John Wesley Powell in the 1880s was impressed by the logic of the county’s boundaries, that they were based on drainages. He suggested that governments would run better if administrative units were based on drainages rather than on orthogonal geographic grids. File UofU=A02c3-Bowen-SLCounty.jpg shows a computerized model of Salt Lake County, looking south. The logic of the county boundaries is evident: in the 1850s the land had not been surveyed and boundaries along ridgelines were recognizable. The Bowen image shows the channel of the Jordan River running north from the hot springs at the base of the Salt Lake Salient, to Great Salt Lake. Again, this physical boundary was recognizable although not as fixed as a ridgeline. The Traverse Mountains at the south end of the valley form a natural boundary between Salt Lake and Utah Counties, a county line that has become complex by real estate developments of the turn of the 21st century that straddle the boundary. In this computer-generated digital-elevation-model with topographic relief and imagery draped across it, Great Salt Lake is shown near its historic average elevation. The logic for an arbitrary boundary between Salt Lake and Davis Counties is clear. No physical feature defines the boundary.

 

The following map files show relationships of Salt Lake County and Utah’s 29 counties.

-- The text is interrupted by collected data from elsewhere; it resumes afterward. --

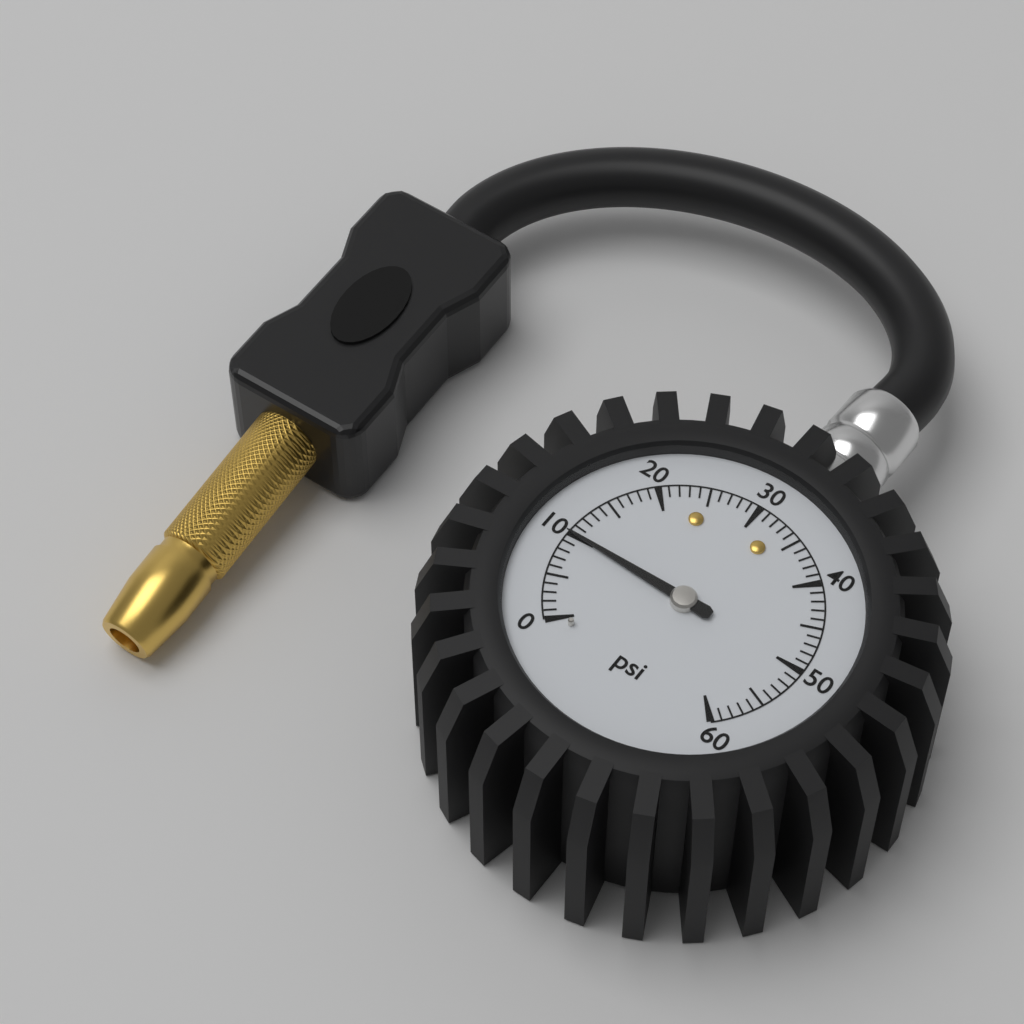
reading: 10 psi
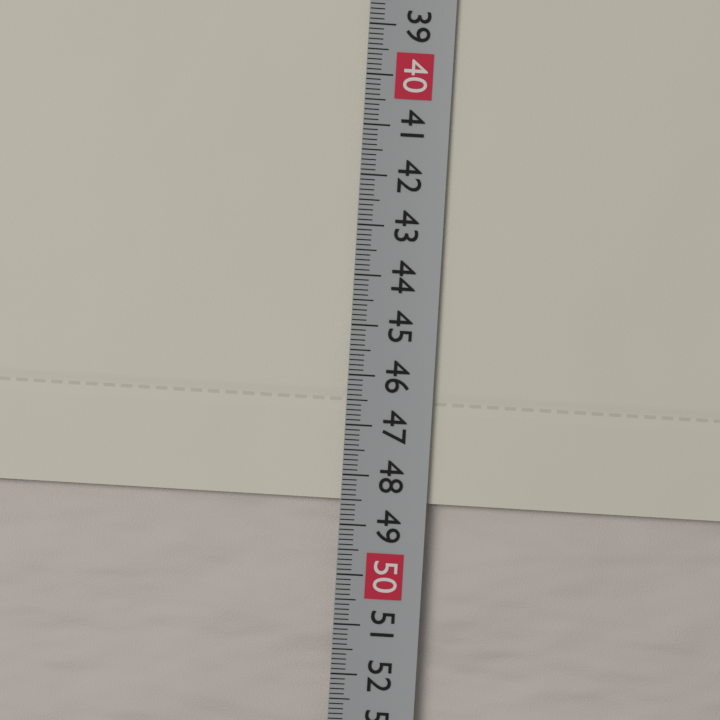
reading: 48.5 cm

File UofU-A02b-CountiesOfUtah shows Utah’s 29 counties.

 

File UofU-A02c-UtahDoT-UtahHighways is a simplified map of Utah’s highways

 

Five files show Salt Lake County’s boundaries in the context of human and physical geographies.

1) File UofU-A02d01-BowenSaltLakeCounty, discussed above, shows the topography with no boundaries.

 

2) File UofU-A02d02-USGS-SaltLakeCounty boundaries shows a topographic map of the county

 

3) File UofU-A02d03-USGS-SaltLakeCounty-DetailOquirrhs shows that short stretches of boundaries do not follow the ridgeline of the Oquirrh exactly because they have been adjusted to conform to township and range grids for land surveys.

 

4) File UofU-A02-d04-SLCountyBoundary-Simple shows Salt Lake County’s boundaries classified by color:

KEY:

BROWN: Physical: approximately the ridgeline of a mountain range; the boundary of a watershed.

BLUE: Physical: a river

ORANGE: simple geographic reference (lines of latitude or longitude)

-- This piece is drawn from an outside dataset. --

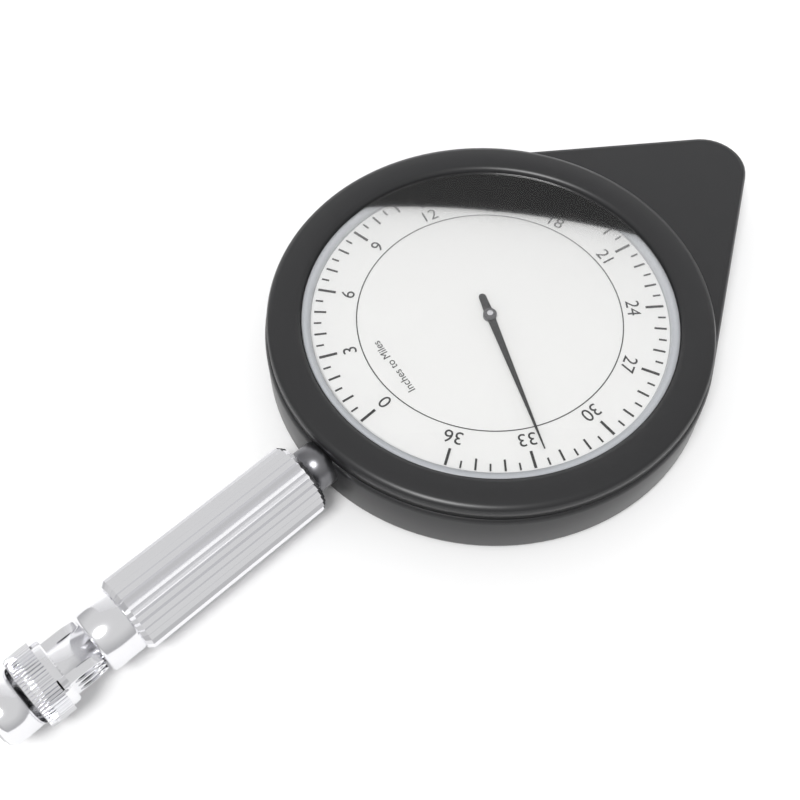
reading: 32.5 miles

YELLOW: checkerboard – township and range, land ownership or survey

PURPLE: arbitrary

For Salt Lake County , most of the boundaries are physical and mountain ridges. None of the boundaries are geographic grids of latitude and longitude. DRAFT... ugly and used yellow versus purple

 

5) File UofU-A02-d05-CountyBoundariesClassifiedDEM shows Salt Lake County’s boundaries with the same classification, above, drawn across a digital elevation model. This map shows how Salt Lake County’s boundaries are based dominantly on the physical geography of the terrain.